Oceans and seas are not the same thing, though the words are often used interchangeably in casual conversation. The core difference is size and location: seas are smaller bodies of saltwater, typically found where land and ocean meet, while oceans are the vast, deep basins that cover most of the planet. That said, the line between them isn’t always crisp, and a few notable exceptions blur it even further.
Size and Location
The simplest way to distinguish the two: oceans are massive, and seas sit along their edges. Earth has five recognized oceans (Pacific, Atlantic, Indian, Arctic, and Southern), and together they form one connected body of water covering about 71% of the planet’s surface. Seas are smaller subdivisions, usually partially enclosed by land. The Mediterranean Sea is bordered by Europe, Africa, and Asia. The Caribbean Sea is hemmed in by Central America, South America, and a chain of islands.
There are more than 50 seas worldwide, and most of them connect to an ocean. Some, like the Black Sea, are almost entirely landlocked, with only a narrow strait linking them to the broader ocean system. Others, like the Arabian Sea, are wide open on one side and blend gradually into the Indian Ocean, making the boundary feel somewhat arbitrary.
The Sargasso Sea: The Exception
One sea breaks the “partially enclosed by land” rule entirely. The Sargasso Sea, located within the Atlantic Ocean, has no land boundary at all. Instead, it’s defined by four ocean currents that circle around it: the Gulf Stream to the west, the North Atlantic Current to the north, the Canary Current to the east, and the North Atlantic Equatorial Current to the south. Because those currents shift with the seasons, the Sargasso Sea’s borders are dynamic. It’s named for the floating mats of Sargassum seaweed that accumulate within its relatively calm, rotating waters.
Depth and Geology
Oceans are significantly deeper than most seas. The global ocean averages about 3,800 meters deep (nearly 2.4 miles), and its deepest point, the Mariana Trench in the Pacific, reaches roughly 11,000 meters (6.8 miles). Most seas are far shallower because they tend to sit over continental shelves, the submerged edges of continents where the seafloor is relatively flat and close to the surface.
The geology underneath differs too. Continental shelves are made of thicker, granitic crust, the same type of rock that forms the continents. As you move away from shore into the open ocean basin, the crust transitions to thinner, denser basaltic rock. So most seas are literally sitting on a different type of ground than the deep ocean floor. This is part of why seas tend to be shallower: the continental crust beneath them rides higher.
Salinity Varies More in Seas
Open ocean water hovers around 35 grams of dissolved salt per liter, with a typical range of 33 to 37 grams. That’s remarkably consistent across the world’s oceans. Seas, on the other hand, can swing well outside that range because their partial enclosure by land concentrates the effects of local climate.
The Red Sea and Persian Gulf region, for example, reach around 40 grams per liter. High evaporation rates and very little freshwater flowing in push the salt concentration up. The Baltic Sea swings in the opposite direction, with salinity so low in some areas that it’s nearly fresh, because dozens of rivers drain into it and rainfall is high relative to evaporation. These extremes shape which species can survive in each body of water, making seas ecologically distinct from the open ocean even when they’re technically connected to it.
Why the Names Feel Inconsistent
If you’ve looked at a map and thought the naming seems random, you’re not wrong. Some bodies of water called “seas” are technically lakes (the Caspian Sea, the Dead Sea). The Sea of Japan is large and deep enough that its classification feels debatable. And the Southern Ocean wasn’t even consistently recognized as a separate ocean for decades. The International Hydrographic Organization included it in 1937, removed the designation in 1953 due to controversy, and cartographers argued about it for the rest of the century. National Geographic didn’t formally recognize it on its maps until 2021.
The naming conventions we use today are a patchwork of historical tradition, geopolitical negotiation, and geographic convenience. “Sea” and “ocean” have real physical differences behind them, but the labels on any given map reflect centuries of human decision-making as much as they reflect geology or oceanography.
The Practical Difference
For most everyday purposes, using “ocean” and “sea” interchangeably won’t cause confusion. Poets and songwriters have always treated them as synonyms, and phrases like “sea level” refer to the entire global ocean. But if you’re reading about marine biology, shipping routes, or climate science, the distinction matters. Seas have their own temperature profiles, salinity levels, currents, and ecosystems that differ from the open ocean. The North Sea behaves very differently from the middle of the Atlantic, even though they’re connected. Knowing which body of water someone is talking about tells you something real about depth, conditions, and what lives there.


**ABOUT THIS TASK:** How many lines of these records hold the string "shown"? Reply with the number alone.

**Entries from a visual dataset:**
=====

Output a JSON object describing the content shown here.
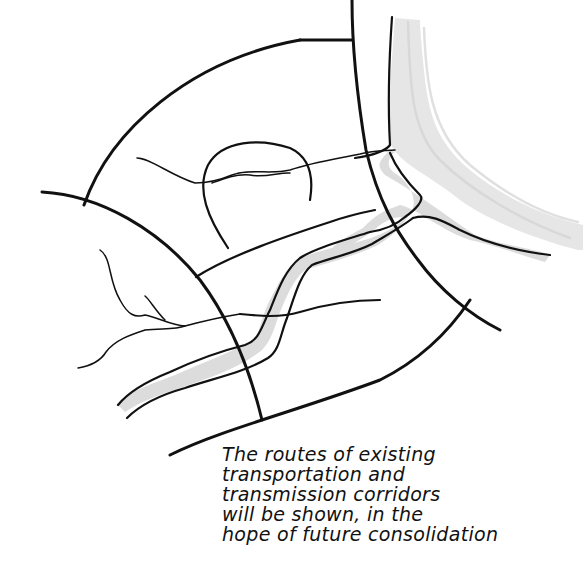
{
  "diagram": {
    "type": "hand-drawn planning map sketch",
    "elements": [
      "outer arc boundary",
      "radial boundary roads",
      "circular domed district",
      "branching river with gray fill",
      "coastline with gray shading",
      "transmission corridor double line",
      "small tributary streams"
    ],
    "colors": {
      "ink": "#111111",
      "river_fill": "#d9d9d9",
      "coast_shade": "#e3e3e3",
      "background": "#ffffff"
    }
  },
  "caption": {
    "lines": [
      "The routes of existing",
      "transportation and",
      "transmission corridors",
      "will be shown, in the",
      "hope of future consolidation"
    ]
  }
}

=====

**EXPECTED OUTPUT:** 2